Coinbase reported a net loss of $394 million in the first quarter of 2026, swinging from a profit of $65.6 million in the same period last year, and missing Wall Street expectations for both revenue and earnings per share — as a sharp decline in cryptocurrency prices and trading volumes impacted the exchange’s core business harder than analysts had expected.
results, I mentioned By Bloomberg after the market closed on May 7, it showed total revenue of $1.41 billion — down 30.5% year over year and missing the analyst consensus of about $1.51 billion. On a per-share basis, Coinbase reported a GAAP loss of $1.49 versus expectations for a profit of $0.29 — a significant loss that sent shares down nearly 4% in after-hours trading.

COIN's price records a modest loss following their Q1 earnings report, as seen on the daily chart. Source: COINUSD on Tradingview
What caused Coinbase to lose
The biggest drag this quarter was $482 million in unrealized losses on crypto assets held for investment, primarily related to Bitcoin’s roughly 23% decline during the first quarter, a separate decline. a report From TheStreet Crypto Claims. If we exclude this mark-to-market effect, the adjusted net loss narrows to $46 million – a meaningful distinction, but still reflecting a materially weaker operating environment than the prior year.
Transaction revenue, the exchange’s main revenue driver, was $755.8 million — down 23% quarter-on-quarter and below the $805.2 million that analysts had expected. The main driver was clear: Total cryptocurrency market capitalization and spot trading volumes fell more than 20% on a quarterly basis, according to Investing.com, dragging Coinbase’s most volatile revenue line with it.
It wasn’t all negative. Subscription and services revenue reached $584 million – representing 44% of net revenue – while stablecoin revenue reached $305 million on average of record USDC holdings of $19 billion in Coinbase products. Adjusted EBITDA was $303 million, marking the company’s 13th consecutive positive quarter on this metric, according to Chief Financial Officer Alicia Haas on the earnings call.
The quadrant that confirms the pattern
The first-quarter loss comes just days after Coinbase announced a 14% reduction in its workforce — nearly 700 jobs — citing the need to restructure around AI-driven operations. Taken together, the layoffs and lost profits paint a picture of a stock market running a rough cycle rather than riding it.
Operating margin collapsed to -1.5% from 34.7% in the same quarter last year, underscoring how quickly Coinbase’s profitability profile can change when cryptocurrency markets decline. The company ended the quarter with more than $10 billion in cash and cash equivalents, according to an earnings call transcript, which provides a significant buffer — but does little to address the structural revenue sensitivity that has defined every down cycle in the stock exchange’s short public history.
For the emerging sector, Coinbase’s first-quarter results serve as a reminder that even the most institutionalized cryptocurrency exchanges remain tightly coupled to market conditions — and that the path to lasting profitability runs straight through the unpredictable terrain of cryptocurrency price cycles.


Reproduce exactly, and exclusively, the lines from the line containing "Extract the location" through the final line of the listing below.

** Provided data **
________________________
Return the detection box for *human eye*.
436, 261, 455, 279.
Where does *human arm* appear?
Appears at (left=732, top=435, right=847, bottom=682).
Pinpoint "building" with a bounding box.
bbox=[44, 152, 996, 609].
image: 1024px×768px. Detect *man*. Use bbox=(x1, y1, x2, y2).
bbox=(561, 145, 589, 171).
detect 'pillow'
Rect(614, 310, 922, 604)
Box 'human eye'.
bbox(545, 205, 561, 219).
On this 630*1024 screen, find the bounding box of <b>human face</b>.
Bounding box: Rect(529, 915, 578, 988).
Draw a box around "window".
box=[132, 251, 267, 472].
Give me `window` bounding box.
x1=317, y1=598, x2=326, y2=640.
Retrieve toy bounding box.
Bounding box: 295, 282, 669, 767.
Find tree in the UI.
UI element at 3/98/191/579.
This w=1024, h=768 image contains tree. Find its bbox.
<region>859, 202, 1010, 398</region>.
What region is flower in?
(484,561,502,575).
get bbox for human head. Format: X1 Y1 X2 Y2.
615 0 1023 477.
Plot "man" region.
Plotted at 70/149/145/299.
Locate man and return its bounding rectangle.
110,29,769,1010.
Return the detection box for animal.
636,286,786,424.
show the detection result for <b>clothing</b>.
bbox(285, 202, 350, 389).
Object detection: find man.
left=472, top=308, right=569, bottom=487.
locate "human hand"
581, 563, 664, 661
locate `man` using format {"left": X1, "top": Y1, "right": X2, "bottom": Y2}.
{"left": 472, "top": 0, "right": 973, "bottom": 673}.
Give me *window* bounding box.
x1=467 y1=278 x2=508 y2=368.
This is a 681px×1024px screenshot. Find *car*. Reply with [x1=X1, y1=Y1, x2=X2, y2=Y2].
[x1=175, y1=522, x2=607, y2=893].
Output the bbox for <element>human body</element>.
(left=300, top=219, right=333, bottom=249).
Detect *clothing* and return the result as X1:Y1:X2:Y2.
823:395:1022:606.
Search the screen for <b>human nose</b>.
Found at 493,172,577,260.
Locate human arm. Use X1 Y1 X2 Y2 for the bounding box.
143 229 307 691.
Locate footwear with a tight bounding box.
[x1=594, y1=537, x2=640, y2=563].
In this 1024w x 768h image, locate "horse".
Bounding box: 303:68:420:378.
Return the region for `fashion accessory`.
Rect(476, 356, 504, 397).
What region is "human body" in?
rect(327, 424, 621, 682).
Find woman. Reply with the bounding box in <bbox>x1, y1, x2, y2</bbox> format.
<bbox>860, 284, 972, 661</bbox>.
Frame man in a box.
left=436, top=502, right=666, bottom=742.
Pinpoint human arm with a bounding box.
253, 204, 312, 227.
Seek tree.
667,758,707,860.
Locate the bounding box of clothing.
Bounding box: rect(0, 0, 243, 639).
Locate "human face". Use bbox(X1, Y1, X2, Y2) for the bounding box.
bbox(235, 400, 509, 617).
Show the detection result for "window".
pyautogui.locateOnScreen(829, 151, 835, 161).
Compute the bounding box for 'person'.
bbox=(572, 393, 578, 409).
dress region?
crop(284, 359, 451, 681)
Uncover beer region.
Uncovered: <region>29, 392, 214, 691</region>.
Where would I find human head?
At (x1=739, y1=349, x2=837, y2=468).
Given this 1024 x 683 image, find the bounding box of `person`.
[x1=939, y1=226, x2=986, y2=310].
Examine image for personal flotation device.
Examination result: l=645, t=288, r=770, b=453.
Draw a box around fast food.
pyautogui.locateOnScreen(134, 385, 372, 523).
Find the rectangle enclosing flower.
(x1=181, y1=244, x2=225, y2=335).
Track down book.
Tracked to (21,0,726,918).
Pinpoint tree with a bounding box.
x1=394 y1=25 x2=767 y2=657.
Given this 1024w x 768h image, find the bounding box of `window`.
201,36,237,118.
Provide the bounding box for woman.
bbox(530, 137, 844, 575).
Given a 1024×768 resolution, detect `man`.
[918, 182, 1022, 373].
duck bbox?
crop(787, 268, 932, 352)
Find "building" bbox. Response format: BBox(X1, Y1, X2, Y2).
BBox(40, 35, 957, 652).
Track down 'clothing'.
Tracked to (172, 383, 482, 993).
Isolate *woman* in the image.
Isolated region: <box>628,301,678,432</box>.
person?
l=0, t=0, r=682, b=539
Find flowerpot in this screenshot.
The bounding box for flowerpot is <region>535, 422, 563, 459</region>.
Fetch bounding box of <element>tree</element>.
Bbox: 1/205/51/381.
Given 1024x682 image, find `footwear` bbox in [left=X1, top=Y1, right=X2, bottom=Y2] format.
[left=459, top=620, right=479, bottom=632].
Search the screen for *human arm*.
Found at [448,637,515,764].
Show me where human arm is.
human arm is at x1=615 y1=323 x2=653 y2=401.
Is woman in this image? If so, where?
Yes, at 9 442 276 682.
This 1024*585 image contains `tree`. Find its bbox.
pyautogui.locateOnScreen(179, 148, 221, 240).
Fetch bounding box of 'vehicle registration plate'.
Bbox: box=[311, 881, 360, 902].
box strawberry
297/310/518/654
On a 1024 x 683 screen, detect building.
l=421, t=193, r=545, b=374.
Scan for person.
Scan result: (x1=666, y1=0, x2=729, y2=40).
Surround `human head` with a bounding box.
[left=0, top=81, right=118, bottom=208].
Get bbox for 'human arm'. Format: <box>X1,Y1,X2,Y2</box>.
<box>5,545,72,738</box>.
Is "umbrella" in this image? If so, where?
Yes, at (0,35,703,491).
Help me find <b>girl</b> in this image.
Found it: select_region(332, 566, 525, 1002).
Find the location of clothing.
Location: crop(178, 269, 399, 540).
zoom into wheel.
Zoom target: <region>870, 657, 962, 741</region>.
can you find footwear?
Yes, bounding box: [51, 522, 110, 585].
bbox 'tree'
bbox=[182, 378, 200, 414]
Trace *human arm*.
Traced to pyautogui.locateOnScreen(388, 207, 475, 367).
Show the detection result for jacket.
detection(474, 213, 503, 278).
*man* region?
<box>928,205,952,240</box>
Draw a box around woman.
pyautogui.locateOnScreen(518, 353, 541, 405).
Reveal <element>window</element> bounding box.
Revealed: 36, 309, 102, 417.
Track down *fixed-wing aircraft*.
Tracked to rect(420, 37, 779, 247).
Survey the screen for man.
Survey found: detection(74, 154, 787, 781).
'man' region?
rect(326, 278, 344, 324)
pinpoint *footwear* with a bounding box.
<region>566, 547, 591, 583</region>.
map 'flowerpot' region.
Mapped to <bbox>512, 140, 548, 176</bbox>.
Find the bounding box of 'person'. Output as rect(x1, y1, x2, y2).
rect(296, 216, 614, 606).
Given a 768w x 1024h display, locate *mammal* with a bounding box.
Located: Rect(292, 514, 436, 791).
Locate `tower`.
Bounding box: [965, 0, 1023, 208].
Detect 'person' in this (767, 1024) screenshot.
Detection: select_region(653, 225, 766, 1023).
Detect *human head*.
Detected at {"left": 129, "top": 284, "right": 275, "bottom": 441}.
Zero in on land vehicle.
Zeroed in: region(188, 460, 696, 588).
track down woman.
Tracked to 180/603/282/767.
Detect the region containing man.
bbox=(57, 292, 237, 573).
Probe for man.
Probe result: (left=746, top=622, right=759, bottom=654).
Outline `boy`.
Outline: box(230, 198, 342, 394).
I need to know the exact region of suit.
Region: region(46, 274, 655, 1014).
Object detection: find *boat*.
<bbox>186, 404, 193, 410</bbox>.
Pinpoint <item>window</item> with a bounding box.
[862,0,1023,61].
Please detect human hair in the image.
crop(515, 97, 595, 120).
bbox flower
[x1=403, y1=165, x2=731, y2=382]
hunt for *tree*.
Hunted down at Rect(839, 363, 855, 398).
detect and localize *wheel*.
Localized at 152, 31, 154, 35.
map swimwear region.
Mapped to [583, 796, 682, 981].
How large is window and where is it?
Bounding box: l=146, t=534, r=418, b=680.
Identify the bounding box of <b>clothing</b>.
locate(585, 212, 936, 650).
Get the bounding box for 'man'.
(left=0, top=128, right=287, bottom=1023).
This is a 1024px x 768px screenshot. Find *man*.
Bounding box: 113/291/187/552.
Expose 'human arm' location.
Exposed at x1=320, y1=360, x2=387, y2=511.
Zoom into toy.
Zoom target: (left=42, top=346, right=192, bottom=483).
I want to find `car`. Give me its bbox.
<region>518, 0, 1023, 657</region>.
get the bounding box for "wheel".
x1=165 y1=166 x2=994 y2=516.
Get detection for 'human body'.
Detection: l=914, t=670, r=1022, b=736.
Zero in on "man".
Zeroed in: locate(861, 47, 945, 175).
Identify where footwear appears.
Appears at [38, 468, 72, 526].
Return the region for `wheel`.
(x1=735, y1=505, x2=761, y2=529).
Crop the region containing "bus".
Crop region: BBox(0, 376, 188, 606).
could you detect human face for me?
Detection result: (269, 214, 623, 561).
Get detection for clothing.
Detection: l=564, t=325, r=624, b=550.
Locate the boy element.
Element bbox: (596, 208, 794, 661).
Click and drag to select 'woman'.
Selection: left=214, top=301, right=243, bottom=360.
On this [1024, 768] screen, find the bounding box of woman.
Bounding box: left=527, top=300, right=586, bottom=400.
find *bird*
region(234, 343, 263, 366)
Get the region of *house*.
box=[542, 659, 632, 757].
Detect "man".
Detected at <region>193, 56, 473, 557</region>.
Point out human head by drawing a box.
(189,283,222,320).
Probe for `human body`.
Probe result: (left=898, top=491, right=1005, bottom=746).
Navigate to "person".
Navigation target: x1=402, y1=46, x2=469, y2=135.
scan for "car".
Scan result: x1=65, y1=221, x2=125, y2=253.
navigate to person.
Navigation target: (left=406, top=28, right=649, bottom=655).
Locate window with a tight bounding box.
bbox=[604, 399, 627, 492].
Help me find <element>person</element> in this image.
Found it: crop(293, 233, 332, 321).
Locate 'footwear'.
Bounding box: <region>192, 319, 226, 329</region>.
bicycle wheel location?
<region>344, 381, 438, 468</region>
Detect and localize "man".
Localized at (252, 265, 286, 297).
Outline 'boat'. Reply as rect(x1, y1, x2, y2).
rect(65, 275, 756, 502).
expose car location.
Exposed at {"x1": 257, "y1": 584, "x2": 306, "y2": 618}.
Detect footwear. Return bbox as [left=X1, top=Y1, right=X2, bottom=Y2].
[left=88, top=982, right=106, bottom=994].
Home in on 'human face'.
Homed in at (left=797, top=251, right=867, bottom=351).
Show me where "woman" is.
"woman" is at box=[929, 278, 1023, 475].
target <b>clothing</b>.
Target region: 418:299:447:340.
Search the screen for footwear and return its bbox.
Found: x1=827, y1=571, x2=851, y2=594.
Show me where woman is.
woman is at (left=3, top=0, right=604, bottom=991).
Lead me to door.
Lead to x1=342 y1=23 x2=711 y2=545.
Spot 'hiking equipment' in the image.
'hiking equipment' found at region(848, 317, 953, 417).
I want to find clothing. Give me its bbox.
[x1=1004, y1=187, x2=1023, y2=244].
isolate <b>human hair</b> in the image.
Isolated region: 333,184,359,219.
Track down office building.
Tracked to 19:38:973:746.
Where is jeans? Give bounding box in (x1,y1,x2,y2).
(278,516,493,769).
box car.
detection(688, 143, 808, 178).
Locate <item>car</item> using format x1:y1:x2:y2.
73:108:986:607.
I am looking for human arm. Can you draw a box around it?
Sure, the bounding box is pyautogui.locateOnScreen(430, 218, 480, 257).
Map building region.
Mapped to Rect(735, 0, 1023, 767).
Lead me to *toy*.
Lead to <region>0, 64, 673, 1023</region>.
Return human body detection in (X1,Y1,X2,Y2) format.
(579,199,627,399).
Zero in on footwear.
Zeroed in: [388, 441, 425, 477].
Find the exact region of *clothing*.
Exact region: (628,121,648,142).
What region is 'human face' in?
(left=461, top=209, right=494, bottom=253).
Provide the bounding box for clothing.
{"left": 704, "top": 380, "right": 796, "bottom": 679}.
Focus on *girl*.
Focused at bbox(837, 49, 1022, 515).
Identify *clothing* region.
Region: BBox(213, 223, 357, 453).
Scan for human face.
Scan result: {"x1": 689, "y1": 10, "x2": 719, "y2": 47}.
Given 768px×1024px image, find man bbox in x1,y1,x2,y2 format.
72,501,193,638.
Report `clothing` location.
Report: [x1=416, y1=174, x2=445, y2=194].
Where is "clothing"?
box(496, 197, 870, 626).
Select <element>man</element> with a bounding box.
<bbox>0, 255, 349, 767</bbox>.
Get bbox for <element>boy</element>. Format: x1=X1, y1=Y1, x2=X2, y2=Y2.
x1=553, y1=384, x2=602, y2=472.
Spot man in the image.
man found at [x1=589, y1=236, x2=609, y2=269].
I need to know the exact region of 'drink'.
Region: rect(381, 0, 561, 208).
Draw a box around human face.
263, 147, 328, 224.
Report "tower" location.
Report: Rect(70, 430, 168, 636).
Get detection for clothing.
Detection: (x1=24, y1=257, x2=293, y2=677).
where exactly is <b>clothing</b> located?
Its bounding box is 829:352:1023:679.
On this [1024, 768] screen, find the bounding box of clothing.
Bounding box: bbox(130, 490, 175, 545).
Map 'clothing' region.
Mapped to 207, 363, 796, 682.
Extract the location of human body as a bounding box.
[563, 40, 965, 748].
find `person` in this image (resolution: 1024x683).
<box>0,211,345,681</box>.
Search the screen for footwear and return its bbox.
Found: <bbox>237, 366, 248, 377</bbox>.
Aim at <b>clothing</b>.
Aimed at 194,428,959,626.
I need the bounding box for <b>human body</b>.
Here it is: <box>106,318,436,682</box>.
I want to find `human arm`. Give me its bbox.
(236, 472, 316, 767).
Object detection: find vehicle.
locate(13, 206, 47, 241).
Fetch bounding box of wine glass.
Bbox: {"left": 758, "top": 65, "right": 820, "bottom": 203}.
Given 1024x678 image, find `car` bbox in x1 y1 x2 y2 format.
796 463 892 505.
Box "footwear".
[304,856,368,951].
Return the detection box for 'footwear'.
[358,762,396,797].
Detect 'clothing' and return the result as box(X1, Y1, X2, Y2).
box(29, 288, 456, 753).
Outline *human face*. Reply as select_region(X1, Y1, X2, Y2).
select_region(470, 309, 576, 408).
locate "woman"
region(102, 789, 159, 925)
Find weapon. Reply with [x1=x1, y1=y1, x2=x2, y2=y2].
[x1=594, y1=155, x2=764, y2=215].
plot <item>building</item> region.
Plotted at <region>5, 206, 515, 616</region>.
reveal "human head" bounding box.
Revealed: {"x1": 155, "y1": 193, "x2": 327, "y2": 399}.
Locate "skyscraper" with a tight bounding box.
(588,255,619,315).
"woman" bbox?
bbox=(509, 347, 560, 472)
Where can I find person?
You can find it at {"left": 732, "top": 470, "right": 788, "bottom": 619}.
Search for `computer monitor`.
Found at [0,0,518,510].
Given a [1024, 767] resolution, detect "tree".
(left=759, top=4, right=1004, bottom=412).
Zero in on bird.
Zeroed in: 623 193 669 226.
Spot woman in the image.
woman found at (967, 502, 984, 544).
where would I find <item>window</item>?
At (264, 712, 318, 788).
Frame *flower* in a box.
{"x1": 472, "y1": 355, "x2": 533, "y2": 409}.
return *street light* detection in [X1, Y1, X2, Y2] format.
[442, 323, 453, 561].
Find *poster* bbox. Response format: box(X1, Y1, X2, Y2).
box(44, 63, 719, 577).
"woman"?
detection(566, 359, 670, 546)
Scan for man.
________________________
** Result **
Extract the location of human body as a bounding box.
[563, 40, 965, 748].
find `person` in this image (resolution: 1024x683).
<box>0,211,345,681</box>.
Search the screen for footwear and return its bbox.
Found: <bbox>237, 366, 248, 377</bbox>.
Aim at <b>clothing</b>.
Aimed at 194,428,959,626.
I need the bounding box for <b>human body</b>.
Here it is: <box>106,318,436,682</box>.
I want to find `human arm`. Give me its bbox.
(236, 472, 316, 767).
Object detection: find vehicle.
locate(13, 206, 47, 241).
Fetch bounding box of wine glass.
Bbox: {"left": 758, "top": 65, "right": 820, "bottom": 203}.
Given 1024x678 image, find `car` bbox in x1 y1 x2 y2 format.
796 463 892 505.
Box "footwear".
[304,856,368,951].
Return the detection box for 'footwear'.
[358,762,396,797].
Detect 'clothing' and return the result as box(X1, Y1, X2, Y2).
box(29, 288, 456, 753).
Outline *human face*. Reply as select_region(X1, Y1, X2, Y2).
select_region(470, 309, 576, 408).
locate "woman"
region(102, 789, 159, 925)
Find weapon. Reply with [x1=x1, y1=y1, x2=x2, y2=y2].
[x1=594, y1=155, x2=764, y2=215].
plot <item>building</item> region.
Plotted at <region>5, 206, 515, 616</region>.
reveal "human head" bounding box.
Revealed: {"x1": 155, "y1": 193, "x2": 327, "y2": 399}.
Locate "skyscraper" with a tight bounding box.
(588,255,619,315).
"woman" bbox?
bbox=(509, 347, 560, 472)
Where can I find person?
You can find it at {"left": 732, "top": 470, "right": 788, "bottom": 619}.
Search for `computer monitor`.
Found at [0,0,518,510].
Given a [1024, 767] resolution, detect "tree".
(left=759, top=4, right=1004, bottom=412).
Zero in on bird.
Zeroed in: 623 193 669 226.
Spot woman in the image.
woman found at (967, 502, 984, 544).
where would I find <item>window</item>?
At (264, 712, 318, 788).
Frame *flower* in a box.
{"x1": 472, "y1": 355, "x2": 533, "y2": 409}.
return *street light* detection in [X1, Y1, X2, Y2] format.
[442, 323, 453, 561].
Find *poster* bbox. Response format: box(X1, Y1, X2, Y2).
box(44, 63, 719, 577).
"woman"?
detection(566, 359, 670, 546)
Scan for man.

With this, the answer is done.